The one that still gets away
I found the big rainbow one evening three weeks ago. I was pretty sure I hadn't seen it before, at least not in the skinny glass clear pool, where I watched as it twisted its shoulders into the sand and gravel stirring up nymphs. She - I assume the big rainbow was a female because males don't often grow that large.I watched her one other evening just before dark and she rose once to sip a small dry fly off the surface. On some summer evenings a few tan caddis dip over the water, and I've caught a few trout on a tiny tan comparaduns tied on a size 20 hook.That night I checked the sky and went back to the Jeep to pull on hip boots and string up a fly rod. It's a little seven-and-a-half foot bamboo made by Hal Bacon. He build rods for the Payne Rod Company in New York and went west to Oregon, when the company moved, then started building rods under his own name.

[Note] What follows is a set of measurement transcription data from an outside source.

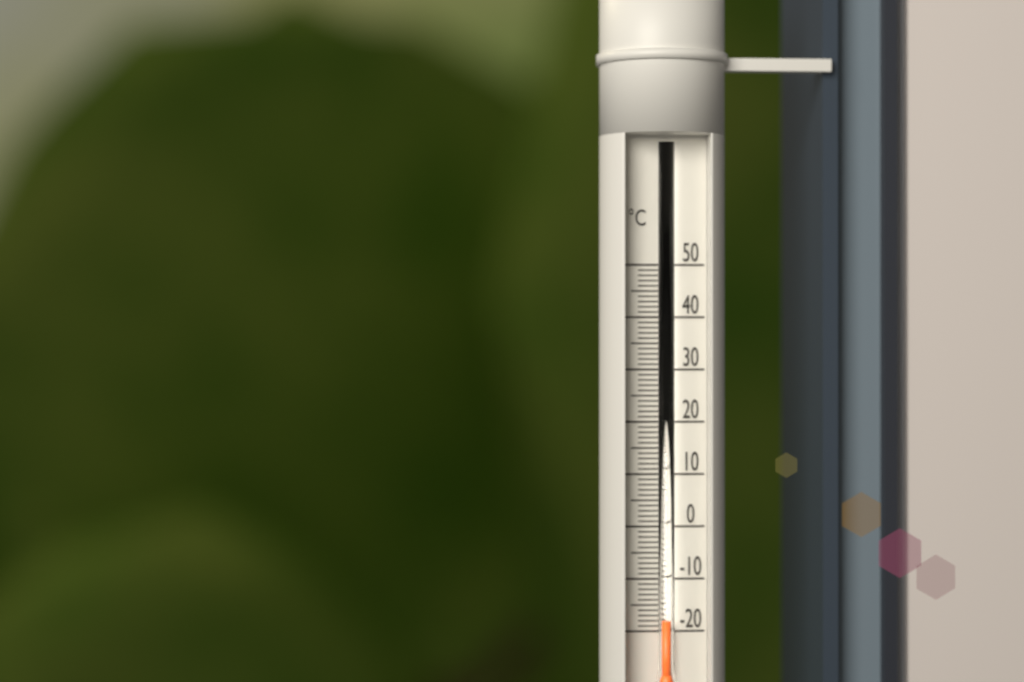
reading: -18 °C
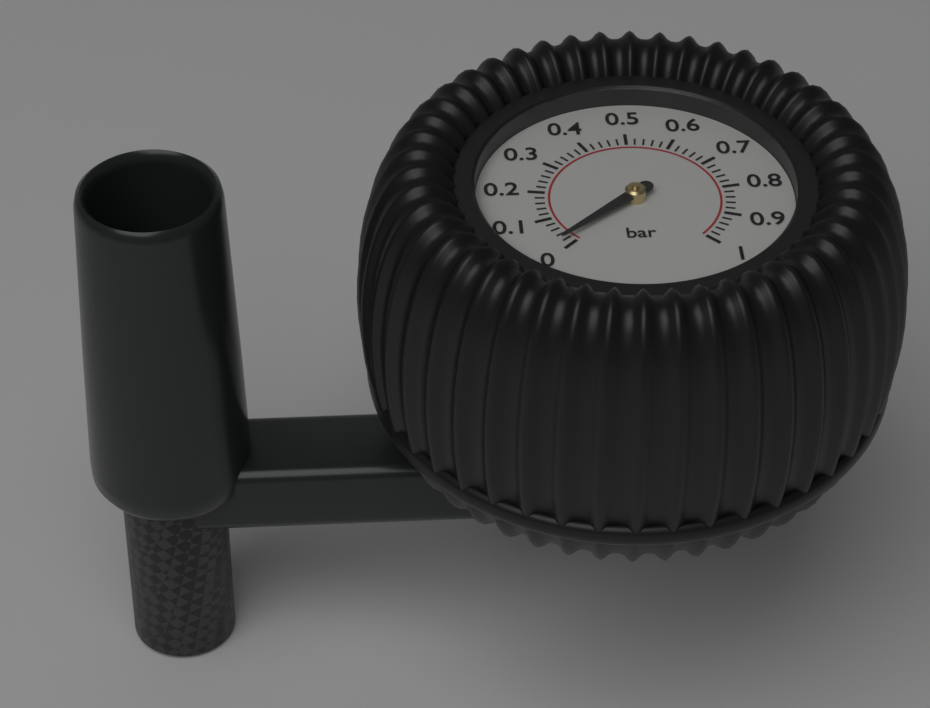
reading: 0.02 bar
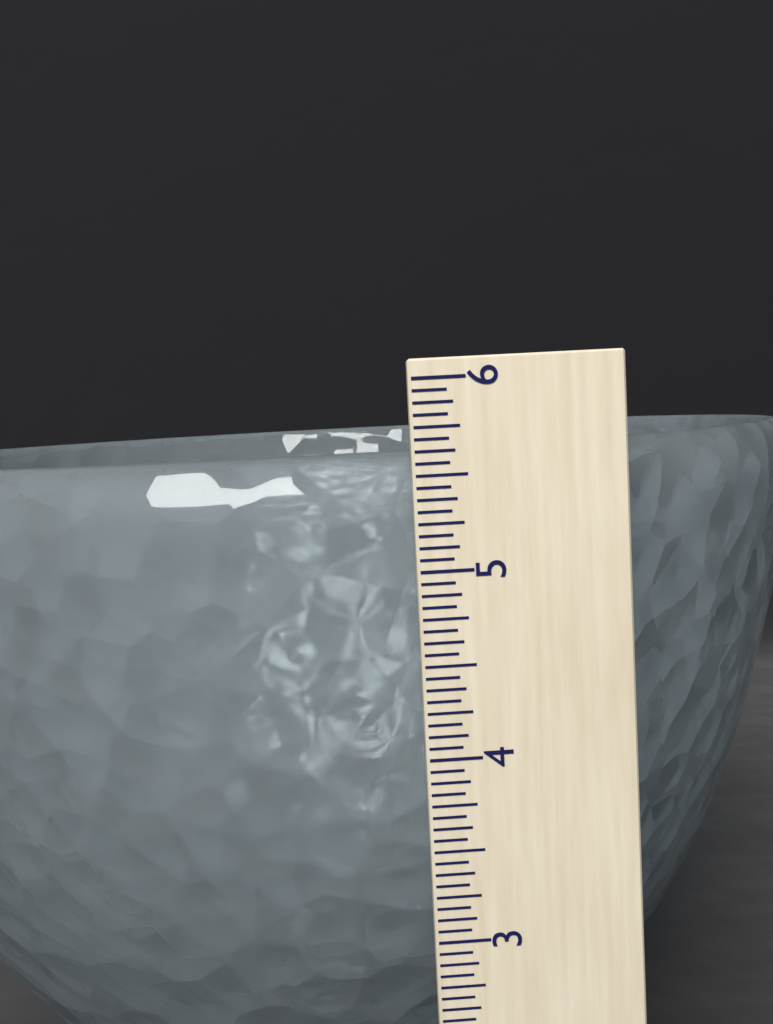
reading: 5.6250 (no unit)
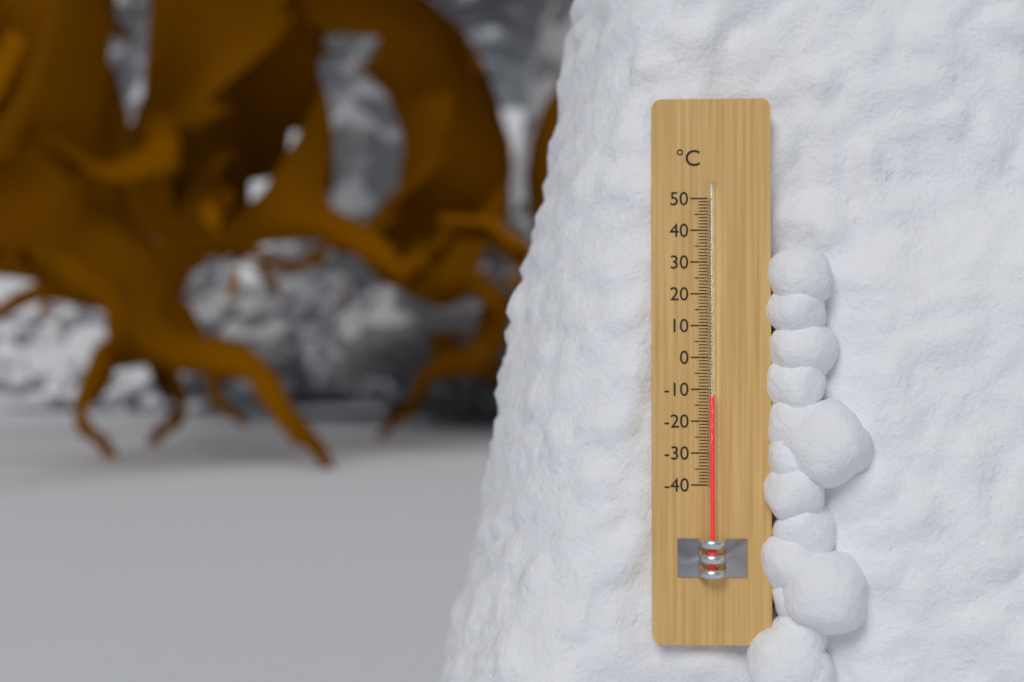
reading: -12 °C
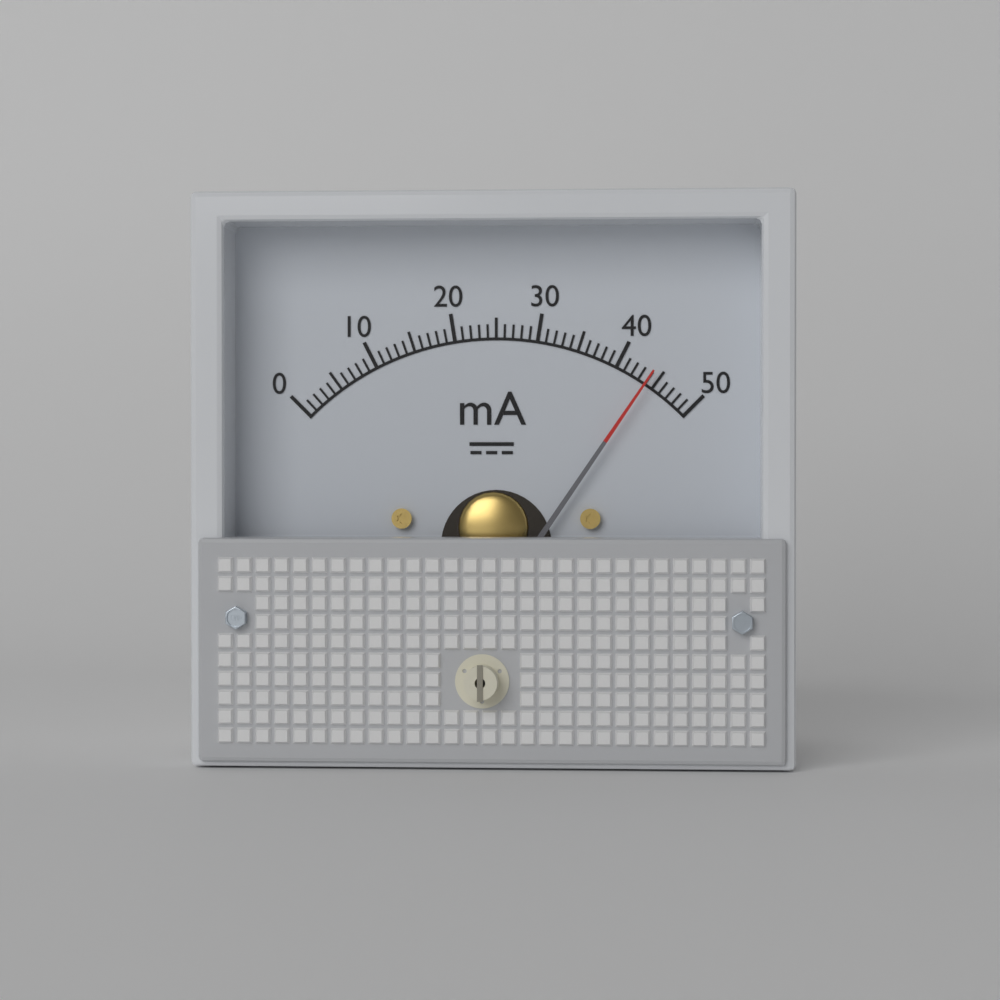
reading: 44 mA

FISHING DESTINATIONS: NEW ZEALAND: Screaming reels in kiwi land
TURANGI, New Zealand - Tyler Shoberg, a Herald copy editor, recently spent two weeks traveling through New Zealand with his girlfriend, Erin Dixon, who was studying abroad. The following story is from a daylong guided fishing trip the pair took June 23 in New Zealand. Shoberg's parents gave him the trip as a present for graduating from UND. Twenty-five minutes: That's how long it took to land the first fish of the day. I'd never fought anything that long back home in Minnesota. My parents, my sister, the school bully; all 15 minutes, tops. But when the tired-out rainbow trout finally succumbed to the bend of the rod and the strain in my back, Will Kemp, my guide, tapped the face of his watch. "Twenty-five minutes," he grinned. "She's quite the pig, eh?" With the fish safely nestled inside a landing net, Kemp popped a clip on the handle and used the built-in scale to calculate the weight.